There are very few products made in Alaska from lumber produced in state. That’s despite an ongoing battle over how the Tongass National Forest should be managed.
While timber sales have declined for decades, there are some new initiatives on the table now that could open up more logging.
But one Sitka craftsman doesn’t want that to happen. He’s content using dead old growth, and he makes his living creating bowls from the Tongass without cutting down living trees.
Zach LaPerriere has heard some surprising comments about the wooden bowls he sells at markets.
People reach out to touch them, admiring the detail of an exposed scar and the smooth curves.

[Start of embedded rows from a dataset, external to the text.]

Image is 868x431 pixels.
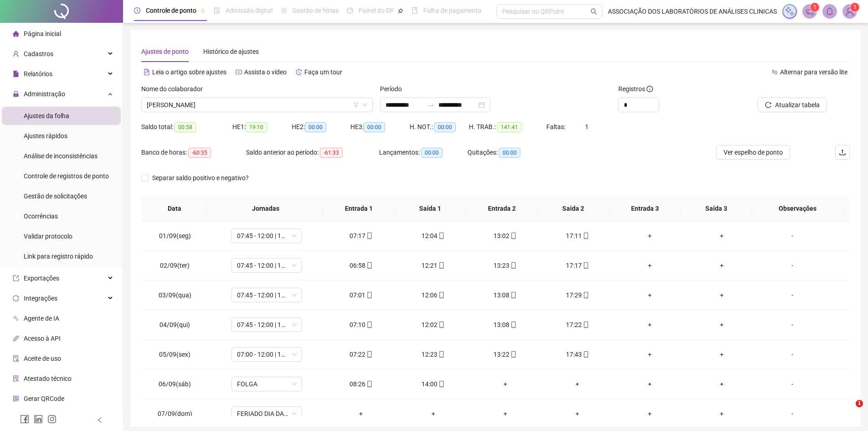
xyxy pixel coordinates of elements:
span: bell [825,7,834,15]
div: + [549,408,606,418]
span: mobile [437,232,445,239]
span: mobile [509,262,517,269]
span: Página inicial [24,30,61,38]
span: Integrações [24,295,57,302]
th: Entrada 3 [609,196,681,221]
span: Relatórios [24,70,52,78]
span: mobile [437,351,445,357]
div: 14:00 [404,379,461,389]
span: instagram [47,414,57,423]
div: 13:23 [477,260,534,271]
span: reload [765,102,771,108]
div: + [621,260,678,271]
span: 05/09(sex) [159,351,190,358]
span: Exportações [24,274,59,281]
button: Ver espelho de ponto [716,145,790,160]
span: book [412,7,418,13]
div: + [477,408,534,418]
div: + [693,408,750,418]
span: 1 [853,4,857,10]
span: user-add [13,50,19,57]
span: 07:45 - 12:00 | 13:00 - 17:30 [237,258,297,272]
span: file-done [214,7,220,13]
span: 00:58 [174,122,196,132]
div: 07:17 [332,230,389,241]
div: H. TRAB.: [469,122,546,132]
span: Aceite de uso [24,355,61,362]
span: mobile [365,351,373,357]
span: mobile [437,262,445,269]
span: Ocorrências [24,213,58,220]
span: Ajustes rápidos [24,132,67,139]
span: mobile [437,292,445,298]
div: + [621,349,678,359]
span: mobile [365,232,373,239]
span: Análise de inconsistências [24,152,97,160]
span: JULIANE DOS SANTOS DA SILVA [147,98,367,111]
sup: 1 [810,3,819,12]
span: Ajustes de ponto [141,48,188,55]
span: 19:10 [246,122,267,132]
span: Admissão digital [225,7,272,14]
div: - [766,290,819,300]
div: 13:08 [477,320,534,330]
span: Gestão de férias [293,7,339,14]
span: 141:41 [497,122,522,132]
div: - [766,320,819,330]
span: FOLGA [237,377,297,391]
span: 1 [585,123,589,131]
span: -61:33 [320,148,342,158]
div: 13:02 [477,230,534,241]
div: 17:43 [549,349,606,359]
th: Jornadas [207,196,323,221]
span: 00:00 [363,122,385,132]
span: 00:00 [499,148,521,158]
span: home [13,31,19,37]
span: Faça um tour [304,68,342,76]
span: 00:00 [305,122,326,132]
span: sun [281,7,287,13]
div: 17:11 [549,230,606,241]
div: + [693,290,750,300]
th: Saída 2 [538,196,609,221]
span: Separar saldo positivo e negativo? [148,173,253,183]
img: sparkle-icon.fc2bf0ac1784a2077858766a79e2daf3.svg [785,6,795,17]
span: youtube [235,69,242,75]
span: ASSOCIAÇÃO DOS LABORATÓRIOS DE ANÁLISES CLINICAS [608,6,777,17]
span: mobile [365,262,373,269]
div: - [766,349,819,359]
span: 07:45 - 12:00 | 13:00 - 17:30 [237,229,297,243]
span: filter [353,102,358,108]
div: + [621,379,678,389]
div: - [766,379,819,389]
span: swap-right [428,101,435,108]
th: Data [141,196,207,221]
span: Ver espelho de ponto [724,147,783,157]
sup: Atualize o seu contato no menu Meus Dados [850,3,859,12]
span: Gestão de solicitações [24,192,87,200]
span: Administração [24,90,65,97]
span: mobile [582,321,589,328]
span: 01/09(seg) [159,232,191,239]
div: Saldo total: [141,122,232,132]
div: Lançamentos: [379,147,468,158]
div: + [693,260,750,271]
div: Banco de horas: [141,147,246,158]
span: Alternar para versão lite [780,68,848,76]
div: + [621,408,678,418]
div: + [693,320,750,330]
th: Observações [752,196,843,221]
th: Saída 3 [681,196,752,221]
span: -60:35 [188,148,211,158]
span: upload [839,148,846,156]
span: left [97,416,103,423]
span: mobile [365,292,373,298]
th: Entrada 1 [323,196,395,221]
span: Cadastros [24,50,53,57]
div: + [621,290,678,300]
span: mobile [509,351,517,357]
span: dashboard [347,7,353,13]
div: 12:21 [404,260,461,271]
span: sync [13,295,19,301]
span: linkedin [34,414,43,423]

“Some would say even sensual,” LaPerriere said with a chuckle. “They’re not my words. I’m just repeating them. I’ve think I’ve heard even more racy words than that.”
LaPerriere makes his bowls in an open-air workshop below his cabin, overlooking the water.
Before his creations made customers blush, he was employed as a carpenter.
But he said those skills didn’t necessarily translate when he took up professional woodturning five years ago.
“It really took me a year to become even mildly proficient,” he said.
For starters, the wood is spinning.
While shaping a gnarly chunk of alder into a bowl with a sharp tool, LaPerriere had to think in three dimensions. He spotted a scar that looked like pair of lips, and ribbons of alder went flying.
“I have to walk that line between being efficient and being creative,” he said.
In Southeast Alaska, not many people do this kind of work for a living. There are plenty of hobbyists, but LaPerriere is spending a thousand hours a year creating wooden bowls. He helps support a family of five this way.
Though one of his bowls can fetch up to $1,500, he admitted it’s not always a lucrative business.
Still, LaPerriere said taking this huge career leap aligned with his values.
He wanted to show people what’s inside the trees from nation’s largest national forest and help translate that story.
“Being deeply in love with our rainforest here, I want to understand what’s going on in the tree,” LaPerriere said. “I look for whatever is most unique. It might be a scar. It might be tiny little ambrosia beetles.”
Beetles that leave tiny black holes in the tree. Those are the kind of imperfections LaPerriere wants to highlight when he’s turning a piece of wood. He’s found bullet holes, axe marks from the turn of the century and one of his favorites: buck rubs. Those are the antler markings of a deer looking for a mate.
“Hunters are always looking for buck rubs,” he said. “To see a buck rub from 20 or 30 years ago, that’s an exciting thing!”
Especially spotting it as you dig into a salad bowl.
So the characteristics of the trees vary wildly. But there’s a type of wood LaPerriere said he wouldn’t consider using.
“There’s no need to cut a living tree,” he said.
All of the wood piled up in his workshop comes from dead and down trees, which LaPerriere scavenges off the beach or hauls out of the forest himself. He has to goes through a permitting process to be able to do that on national land.
Today, there’s less large-scale industrial logging happening in the Tongass. However, recent changes at the federal level could open up new sites.
That doesn’t sit well with LaPerriere.
“I would liken it to selling your furniture to make your credit card payment,” LaPerriere said.
Instead, he imagines a future where fewer trees are harvested from the national land. And the old growth that is cut down is made into things produced in-state. Things people will want to buy and cherish. That was also identified as a priority by a former Tongass Advisory Committee, which included timber industry representatives.
Even so, LaPerriere recognizes creating wooden bowls like his isn’t the boost to the region’s economy the state is looking for. After all, he’s just one guy. But he thinks there’s something to the model.
“You know, I’m a logger, and I feel great about that because it’s something I can believe in,” LaPerriere said.
Back at his workshop, LaPerriere prepared his alder bowl for a long hibernation in the drying shed. He scribbled the location of where he found the wood on the rim.
In another six months or so, he’ll pull it out again and sand it — putting the finishing touches to get it ready to sell.
He said he likes the idea of bringing beauty into people’s lives with trees from the Tongass. Or, as some customers see it, a little romance.